What began as one woman’s decision to make 18 quilts has grown into a nation-wide community effort.

Vanessa Genier and her "Quilts for Survivors" team are sending out their 3,000th quilt to a residential school survivor, this one in Windsor, Ont. — a feat she would have considered unimaginable when she first started.

Quilts for Survivors started in Timmins in June 2021, and it has surpassed her wildest dreams.

“My goal when I started was 18 quilts,” said Genier. “The 18 came from the 215 graves in Kamloops, plus one because you need an even number, so I thought, okay let's do that.”

She said they reached that original goal in a few weeks.

“If you’d have told me back when we started, or even when we formed the non-profit, that we would send out 3,000 quilts in less than two years, that’s an average of about four quilts a day,” she said. “There is so much support, international support and recognition of what we’re doing, and people want to help.”

“People want to help my people heal,” she said. 

Genier and her family are members of Missanabie Cree First Nation.

“We’ve sent out over 500 quilts so far this year,” said Genier. “But there are an estimated 40,000 survivors, so there’s still a lot of work to do.”

The organization has become a family affair, as Genier’s mother, Sheryl Macumber, and two of her children, Catherine and Michael Jeremiah are also involved in both making the quilts and the day to day operations.

Michael Jeremiah will be joining the staff officially this summer in the Quilts for Survivors office, working the longarm, which stitches the top of the quilt, the batting and the backing together, and can be used to create designs in the fabric. 

“It’s another creative outlet for me, and I do like hand-sewing and I do a lot of beading,” he said about the position he will be starting on May 27. “It’s just a new way to be creative and spend time with family.”

Genier said that the help, with funding from Mushkegowuk Council, will let them get more quilts done and to the survivors.

“The goal is to get a minimum of five out every day,” she said. “Right now our average is about five a week, to maybe 10 or 12 on a really good week.”

Genier also has other projects in the works.

She’s working on a travelling quilt that will go with the team to any appearances, conventions and events as a way to represent the work they’re doing and the history of the residential school system.

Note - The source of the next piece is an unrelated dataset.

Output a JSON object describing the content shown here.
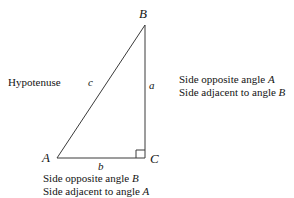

Each block has an embroidered orange feather and the name of one of the residential schools on it, totalling 138 blocks.

“I’ve got a few more to go,” said Genier. “I’m going to frame it with a border that looks like a wampum belt, because I believe if they’d stuck to the wampum treaties, they never would have had these schools.”

Genier’s mother, Sheryl Macumber, who is the secretary for the Quilts for Survivors board, said that the work they see people do is part of the truth and reconciliation that needs to happen in Canada.

“What Vanessa started has added to the knowledge that we want to get out about residential school survivors and how they’ve been treated,” said Macumber. “People can participate, and it doesn’t take a lot to participate in truth and reconciliation, and what they’re doing is awesome!”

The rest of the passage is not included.